The lack of Islamic science

The strange statements of 'scientific facts' given in the quran and the hadith, along with Islamic fatalism, has caused a near-complete lack of scientific results in the Islamic world. Singular persons have made some inventions, but relative to the size of the Islamic world, in area as in population, the dearth of results has only one suitable label: Catastrophic Failure

This failure also translates into a failure to provide citizens in Islamic countries better living conditions. With no systematic Islamic science or technology, all progress is based on importing knowledge from the West. For although the fatalism of Islam states in principle that Muslims should be content with the circumstances 'provided by Allah', the reality on the ground is that most Muslims prefer the results produced by Western science over the fatalism of Islam, for the simple reason that science and technology provide for less suffering and better living conditions.

Could Islam pick up to speed?

Western science has advanced in strides, while Islamic thinking suffers a thousand years of going nowhere. And how could Islamic thinking even move, no matter how faulty a premise it would move from? If any experimental way was found to test, substantiate or disprove the ideas of the previous Islamic scholars, there are three possible outcomes:

  1. The Islamic idea is proven false.
  2. The Islamic idea is shown to have some kind of merit.
  3. The result is undecisive.
The first case would constitute a devastating blow to Islam, for another tenet is that Islam is flawless. In contrast with the Bible, where any flaws can be attributed to errors on the part of the (divinely inspired) persons who wrote it down, Islamic scripture and law is supposed to be flawless, and a proven flaw would destroy Islamic faith as unfounded and false superstition, replacing it with logic and reason,

The second case is more useful, except that it still would damage faith significantly. For if an item of faith is proven scientifically, it ceases to be faith and becomes knowledge, reducing the value of faith. That would be an open invitation to test more Islamic thinking by the yardstick of science, leading to an endless strings of hazardous experiments, where the failing of even a single one to uphold Islamic ideas again would be potentially devastating. Given the number of such statements in Islamic scripture [examples], this path of experimentation is too dangerous to thread. Each experiment would reduce one or more items of faith with 'Fact' or 'False', would diminish the area of life ruled by faith, and in turn the authority of Islamic leaders.

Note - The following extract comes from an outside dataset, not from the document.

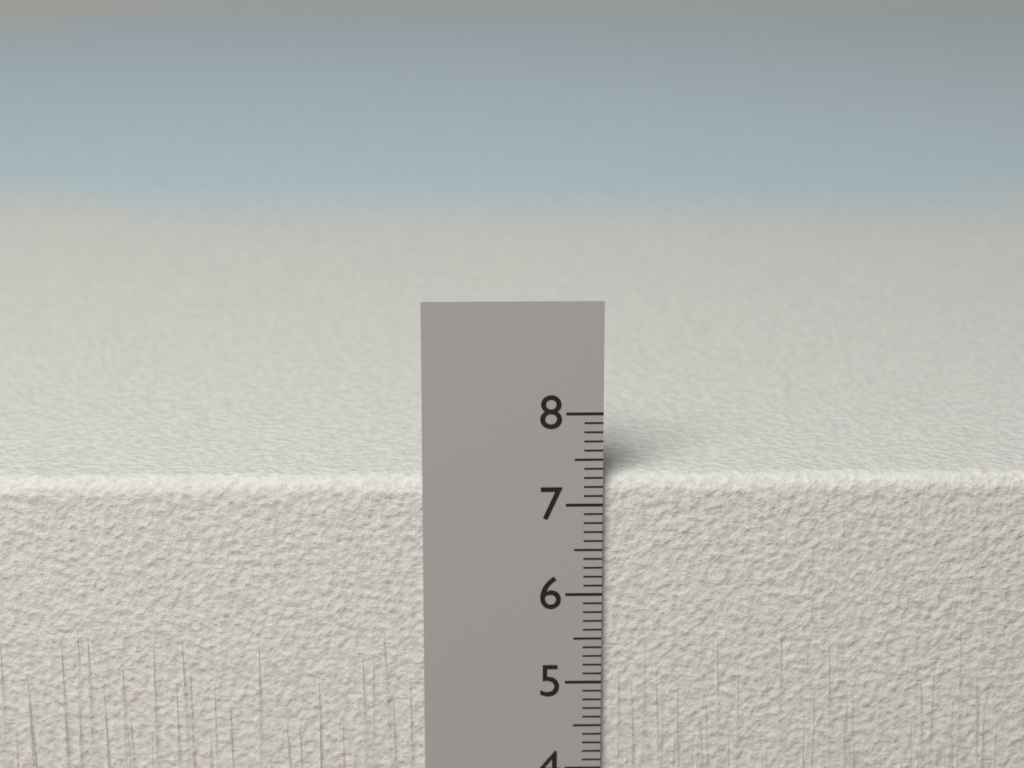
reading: 7.3 cm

Thus, the third case obviously is the most desirable for Islamic scholars. Undecisive results leave the role of faith intact, and the very best way to ensure undecided results is obviously not to perform any experimenting in the first place, keeping the believers in a firm state of ignorance.

The battle between ignorance and freedom

The main tool for doing so is a systematic and widespread enforcement of Islamic rituals in daily life, frequently maintained through threats and intimidation on all levels, from suicide terrorism all the way down to the local society and single families.

And since Islam is perceived as being under attack (an interesting Internet tag line read: ”Islam is a lie, and the truth is killing it”), we can expect this exhortion to intimidation, threats, violence and terrorism to increase, until either Islamic rule is established everywhere, or Islam as a political force is so throughoutly discredited that it collapses.

Upholding a free society, even after the fact of Muslim immigration, requires protection from violent enforcement of religion, that the immigrants may freely choose between the barren faith of their past and the fertile results of logic, science and technology, as in particular the freedom to exchange views without fear, that we will remain able to judge statements on their merits rather than on implausible 'religious authority'.

Gravity isn't 'Shirk', it is gravity.

And, in contrast to Arabic superstition, it works.